EVEN if error is a grimly inevitable factor that infiltrates virtually every military conflict, the deadly NATO bomb that destroyed the Chinese embassy in Belgrade remains a monumental blunder that may yet unleash endless tragedy for those this war is all about.

For the fact that this bomb was deliberately targeted at the wrong building - something that the lowliest intelligence official in NATO could have established from the Belgrade telephone book - is appalling.

But, worse, the damage done by this bungle amounts to more than needless destruction and still more innocent lives being lost.

It could change the course of this war towards humiliating climb-down.

Hitherto, despite much painful uncertainty and the consequence of upwards of a million Albanian Kosovars being uprooted from their homes, it had begun to look as if Slobodan Milosevic was beginning to crumble under more than six weeks of air attacks.

From Yugoslavia, through Russia, had come the feelers for compromise.

An international force might have been allowed into Kosovo to guarantee the return and safety of the refugees - one of NATO's key conditions. Then came the gigantic foul-up of the bombing of the embassy of a nation already hostile to this campaign and now, as a member of the United Nations Security Council, virtually certain to rule out all but the weakest restraint by the UN upon Milosevic's rule in Kosovo.

In short, the compromise he was seeking may now become one that is most favourable to him.

And that outcome may be the sort that NATO will have to agree to if it is to extricate itself from the conflict now that it is headed in that baleful direction.

For the only alternative is escalation.

Yet can that now be risked if the blessing that NATO must seek from the UN for its goal of a peace-keeping presence in Kosovo - and, ideally, one constituted by the UN itself - looks like being withheld because of Chinese dissent?

And can it be risked if there is domestic opposition within the NATO nations - particularly in America - to escalation of the conflict? Certainly, whoever was responsible for this blunder has provided Milosevic with a lifeline - just when it seemed he was running out of rope.

But, tragically, it may have dealt the cruellest blow to the Kosovars.

What is to become of them?

Are they to be dispersed around the globe as NATO gives up and Milosevic's ethnic cleansing completed for him by its defeat and loss of international credibility as a force for peace and justice?

Or are they to be returned to their homes with no real guarantee of their security - except for Milosevic's signature on a paper peace deal - and the Balkans left for years as a festering sore destined to erupt once more in tragedy and atrocity?

Either the way, the prospects thrown up this bombing blunder are daunting.

Converted for the new archive on 14 July 2000. Some images and formatting may have been lost in the conversion.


■ Work order
Starting at the first line below, copy through to the last line exactly.

■ Material provided

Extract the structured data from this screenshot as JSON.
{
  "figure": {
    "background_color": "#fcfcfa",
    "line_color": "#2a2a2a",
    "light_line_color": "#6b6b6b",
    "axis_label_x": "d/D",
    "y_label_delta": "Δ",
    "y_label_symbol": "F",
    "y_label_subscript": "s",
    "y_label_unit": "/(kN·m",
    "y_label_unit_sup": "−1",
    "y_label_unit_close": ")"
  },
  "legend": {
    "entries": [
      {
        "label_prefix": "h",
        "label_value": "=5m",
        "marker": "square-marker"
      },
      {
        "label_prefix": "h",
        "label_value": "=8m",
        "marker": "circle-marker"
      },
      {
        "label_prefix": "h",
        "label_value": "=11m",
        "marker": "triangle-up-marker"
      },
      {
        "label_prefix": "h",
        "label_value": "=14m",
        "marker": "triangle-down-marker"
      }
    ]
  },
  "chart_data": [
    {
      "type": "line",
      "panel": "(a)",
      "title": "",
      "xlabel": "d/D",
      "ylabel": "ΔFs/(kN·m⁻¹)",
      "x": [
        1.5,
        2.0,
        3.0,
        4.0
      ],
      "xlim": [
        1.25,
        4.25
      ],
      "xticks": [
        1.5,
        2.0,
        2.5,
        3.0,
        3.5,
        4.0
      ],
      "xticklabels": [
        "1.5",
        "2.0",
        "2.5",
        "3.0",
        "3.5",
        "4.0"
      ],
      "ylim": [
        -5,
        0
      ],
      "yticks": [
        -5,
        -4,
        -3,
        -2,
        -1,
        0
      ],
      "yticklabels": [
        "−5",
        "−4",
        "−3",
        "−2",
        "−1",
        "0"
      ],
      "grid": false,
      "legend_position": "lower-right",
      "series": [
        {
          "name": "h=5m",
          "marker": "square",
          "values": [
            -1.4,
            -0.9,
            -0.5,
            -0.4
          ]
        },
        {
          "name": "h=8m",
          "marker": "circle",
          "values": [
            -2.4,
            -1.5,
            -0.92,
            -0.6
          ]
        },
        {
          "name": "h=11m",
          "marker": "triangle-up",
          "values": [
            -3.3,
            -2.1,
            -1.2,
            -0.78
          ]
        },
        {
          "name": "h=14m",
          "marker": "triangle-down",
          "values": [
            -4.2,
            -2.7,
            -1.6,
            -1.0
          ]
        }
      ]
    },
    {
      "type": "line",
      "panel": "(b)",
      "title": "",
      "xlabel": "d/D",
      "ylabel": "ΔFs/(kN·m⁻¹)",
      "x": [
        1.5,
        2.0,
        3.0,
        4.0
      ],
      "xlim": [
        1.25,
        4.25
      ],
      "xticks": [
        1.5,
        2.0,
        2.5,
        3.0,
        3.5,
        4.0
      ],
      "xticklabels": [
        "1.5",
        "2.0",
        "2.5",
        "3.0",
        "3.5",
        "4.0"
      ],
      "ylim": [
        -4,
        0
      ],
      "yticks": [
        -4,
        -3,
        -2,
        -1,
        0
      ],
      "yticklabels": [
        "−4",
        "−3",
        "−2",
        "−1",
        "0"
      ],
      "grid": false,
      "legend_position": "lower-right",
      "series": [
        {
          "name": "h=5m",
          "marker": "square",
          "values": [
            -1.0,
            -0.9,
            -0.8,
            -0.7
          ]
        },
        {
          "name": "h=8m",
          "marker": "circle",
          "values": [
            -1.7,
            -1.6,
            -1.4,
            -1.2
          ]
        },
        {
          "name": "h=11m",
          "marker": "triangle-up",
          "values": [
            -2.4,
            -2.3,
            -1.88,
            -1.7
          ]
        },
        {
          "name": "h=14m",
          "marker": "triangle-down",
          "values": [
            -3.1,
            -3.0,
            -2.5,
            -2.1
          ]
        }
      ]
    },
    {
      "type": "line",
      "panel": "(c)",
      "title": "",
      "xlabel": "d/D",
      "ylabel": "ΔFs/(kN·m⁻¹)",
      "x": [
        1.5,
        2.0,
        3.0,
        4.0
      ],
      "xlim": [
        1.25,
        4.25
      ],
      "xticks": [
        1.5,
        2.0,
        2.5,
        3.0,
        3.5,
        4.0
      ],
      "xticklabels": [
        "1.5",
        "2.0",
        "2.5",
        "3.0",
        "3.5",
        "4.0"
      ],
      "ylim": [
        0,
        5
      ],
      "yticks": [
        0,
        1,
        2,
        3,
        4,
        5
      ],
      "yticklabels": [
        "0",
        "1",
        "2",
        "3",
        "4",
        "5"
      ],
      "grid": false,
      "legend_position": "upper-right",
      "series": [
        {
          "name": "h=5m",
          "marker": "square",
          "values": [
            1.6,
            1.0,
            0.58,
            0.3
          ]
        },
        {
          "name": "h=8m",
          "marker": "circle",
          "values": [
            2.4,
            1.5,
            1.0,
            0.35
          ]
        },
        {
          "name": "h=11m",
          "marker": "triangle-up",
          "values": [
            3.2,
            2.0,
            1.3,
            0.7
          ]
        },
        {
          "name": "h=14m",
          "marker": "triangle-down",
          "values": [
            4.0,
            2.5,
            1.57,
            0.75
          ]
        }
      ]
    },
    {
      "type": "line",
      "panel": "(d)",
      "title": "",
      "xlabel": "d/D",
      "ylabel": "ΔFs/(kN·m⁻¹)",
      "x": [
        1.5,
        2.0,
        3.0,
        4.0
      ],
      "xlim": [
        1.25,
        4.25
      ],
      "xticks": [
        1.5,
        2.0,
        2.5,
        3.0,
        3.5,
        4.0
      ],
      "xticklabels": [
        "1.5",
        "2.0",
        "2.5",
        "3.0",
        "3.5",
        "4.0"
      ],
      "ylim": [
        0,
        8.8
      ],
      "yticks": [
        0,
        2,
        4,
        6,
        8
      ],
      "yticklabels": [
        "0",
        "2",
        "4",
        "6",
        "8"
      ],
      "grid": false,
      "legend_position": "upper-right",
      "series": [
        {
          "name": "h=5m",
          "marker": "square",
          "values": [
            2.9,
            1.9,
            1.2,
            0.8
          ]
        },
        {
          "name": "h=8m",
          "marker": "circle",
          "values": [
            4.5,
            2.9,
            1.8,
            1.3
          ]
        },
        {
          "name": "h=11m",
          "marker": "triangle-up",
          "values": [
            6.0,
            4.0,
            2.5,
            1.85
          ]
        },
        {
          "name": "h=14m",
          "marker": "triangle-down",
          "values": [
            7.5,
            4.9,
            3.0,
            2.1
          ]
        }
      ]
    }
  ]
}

■ Task answer
Extract the structured data from this screenshot as JSON.
{
  "figure": {
    "background_color": "#fcfcfa",
    "line_color": "#2a2a2a",
    "light_line_color": "#6b6b6b",
    "axis_label_x": "d/D",
    "y_label_delta": "Δ",
    "y_label_symbol": "F",
    "y_label_subscript": "s",
    "y_label_unit": "/(kN·m",
    "y_label_unit_sup": "−1",
    "y_label_unit_close": ")"
  },
  "legend": {
    "entries": [
      {
        "label_prefix": "h",
        "label_value": "=5m",
        "marker": "square-marker"
      },
      {
        "label_prefix": "h",
        "label_value": "=8m",
        "marker": "circle-marker"
      },
      {
        "label_prefix": "h",
        "label_value": "=11m",
        "marker": "triangle-up-marker"
      },
      {
        "label_prefix": "h",
        "label_value": "=14m",
        "marker": "triangle-down-marker"
      }
    ]
  },
  "chart_data": [
    {
      "type": "line",
      "panel": "(a)",
      "title": "",
      "xlabel": "d/D",
      "ylabel": "ΔFs/(kN·m⁻¹)",
      "x": [
        1.5,
        2.0,
        3.0,
        4.0
      ],
      "xlim": [
        1.25,
        4.25
      ],
      "xticks": [
        1.5,
        2.0,
        2.5,
        3.0,
        3.5,
        4.0
      ],
      "xticklabels": [
        "1.5",
        "2.0",
        "2.5",
        "3.0",
        "3.5",
        "4.0"
      ],
      "ylim": [
        -5,
        0
      ],
      "yticks": [
        -5,
        -4,
        -3,
        -2,
        -1,
        0
      ],
      "yticklabels": [
        "−5",
        "−4",
        "−3",
        "−2",
        "−1",
        "0"
      ],
      "grid": false,
      "legend_position": "lower-right",
      "series": [
        {
          "name": "h=5m",
          "marker": "square",
          "values": [
            -1.4,
            -0.9,
            -0.5,
            -0.4
          ]
        },
        {
          "name": "h=8m",
          "marker": "circle",
          "values": [
            -2.4,
            -1.5,
            -0.92,
            -0.6
          ]
        },
        {
          "name": "h=11m",
          "marker": "triangle-up",
          "values": [
            -3.3,
            -2.1,
            -1.2,
            -0.78
          ]
        },
        {
          "name": "h=14m",
          "marker": "triangle-down",
          "values": [
            -4.2,
            -2.7,
            -1.6,
            -1.0
          ]
        }
      ]
    },
    {
      "type": "line",
      "panel": "(b)",
      "title": "",
      "xlabel": "d/D",
      "ylabel": "ΔFs/(kN·m⁻¹)",
      "x": [
        1.5,
        2.0,
        3.0,
        4.0
      ],
      "xlim": [
        1.25,
        4.25
      ],
      "xticks": [
        1.5,
        2.0,
        2.5,
        3.0,
        3.5,
        4.0
      ],
      "xticklabels": [
        "1.5",
        "2.0",
        "2.5",
        "3.0",
        "3.5",
        "4.0"
      ],
      "ylim": [
        -4,
        0
      ],
      "yticks": [
        -4,
        -3,
        -2,
        -1,
        0
      ],
      "yticklabels": [
        "−4",
        "−3",
        "−2",
        "−1",
        "0"
      ],
      "grid": false,
      "legend_position": "lower-right",
      "series": [
        {
          "name": "h=5m",
          "marker": "square",
          "values": [
            -1.0,
            -0.9,
            -0.8,
            -0.7
          ]
        },
        {
          "name": "h=8m",
          "marker": "circle",
          "values": [
            -1.7,
            -1.6,
            -1.4,
            -1.2
          ]
        },
        {
          "name": "h=11m",
          "marker": "triangle-up",
          "values": [
            -2.4,
            -2.3,
            -1.88,
            -1.7
          ]
        },
        {
          "name": "h=14m",
          "marker": "triangle-down",
          "values": [
            -3.1,
            -3.0,
            -2.5,
            -2.1
          ]
        }
      ]
    },
    {
      "type": "line",
      "panel": "(c)",
      "title": "",
      "xlabel": "d/D",
      "ylabel": "ΔFs/(kN·m⁻¹)",
      "x": [
        1.5,
        2.0,
        3.0,
        4.0
      ],
      "xlim": [
        1.25,
        4.25
      ],
      "xticks": [
        1.5,
        2.0,
        2.5,
        3.0,
        3.5,
        4.0
      ],
      "xticklabels": [
        "1.5",
        "2.0",
        "2.5",
        "3.0",
        "3.5",
        "4.0"
      ],
      "ylim": [
        0,
        5
      ],
      "yticks": [
        0,
        1,
        2,
        3,
        4,
        5
      ],
      "yticklabels": [
        "0",
        "1",
        "2",
        "3",
        "4",
        "5"
      ],
      "grid": false,
      "legend_position": "upper-right",
      "series": [
        {
          "name": "h=5m",
          "marker": "square",
          "values": [
            1.6,
            1.0,
            0.58,
            0.3
          ]
        },
        {
          "name": "h=8m",
          "marker": "circle",
          "values": [
            2.4,
            1.5,
            1.0,
            0.35
          ]
        },
        {
          "name": "h=11m",
          "marker": "triangle-up",
          "values": [
            3.2,
            2.0,
            1.3,
            0.7
          ]
        },
        {
          "name": "h=14m",
          "marker": "triangle-down",
          "values": [
            4.0,
            2.5,
            1.57,
            0.75
          ]
        }
      ]
    },
    {
      "type": "line",
      "panel": "(d)",
      "title": "",
      "xlabel": "d/D",
      "ylabel": "ΔFs/(kN·m⁻¹)",
      "x": [
        1.5,
        2.0,
        3.0,
        4.0
      ],
      "xlim": [
        1.25,
        4.25
      ],
      "xticks": [
        1.5,
        2.0,
        2.5,
        3.0,
        3.5,
        4.0
      ],
      "xticklabels": [
        "1.5",
        "2.0",
        "2.5",
        "3.0",
        "3.5",
        "4.0"
      ],
      "ylim": [
        0,
        8.8
      ],
      "yticks": [
        0,
        2,
        4,
        6,
        8
      ],
      "yticklabels": [
        "0",
        "2",
        "4",
        "6",
        "8"
      ],
      "grid": false,
      "legend_position": "upper-right",
      "series": [
        {
          "name": "h=5m",
          "marker": "square",
          "values": [
            2.9,
            1.9,
            1.2,
            0.8
          ]
        },
        {
          "name": "h=8m",
          "marker": "circle",
          "values": [
            4.5,
            2.9,
            1.8,
            1.3
          ]
        },
        {
          "name": "h=11m",
          "marker": "triangle-up",
          "values": [
            6.0,
            4.0,
            2.5,
            1.85
          ]
        },
        {
          "name": "h=14m",
          "marker": "triangle-down",
          "values": [
            7.5,
            4.9,
            3.0,
            2.1
          ]
        }
      ]
    }
  ]
}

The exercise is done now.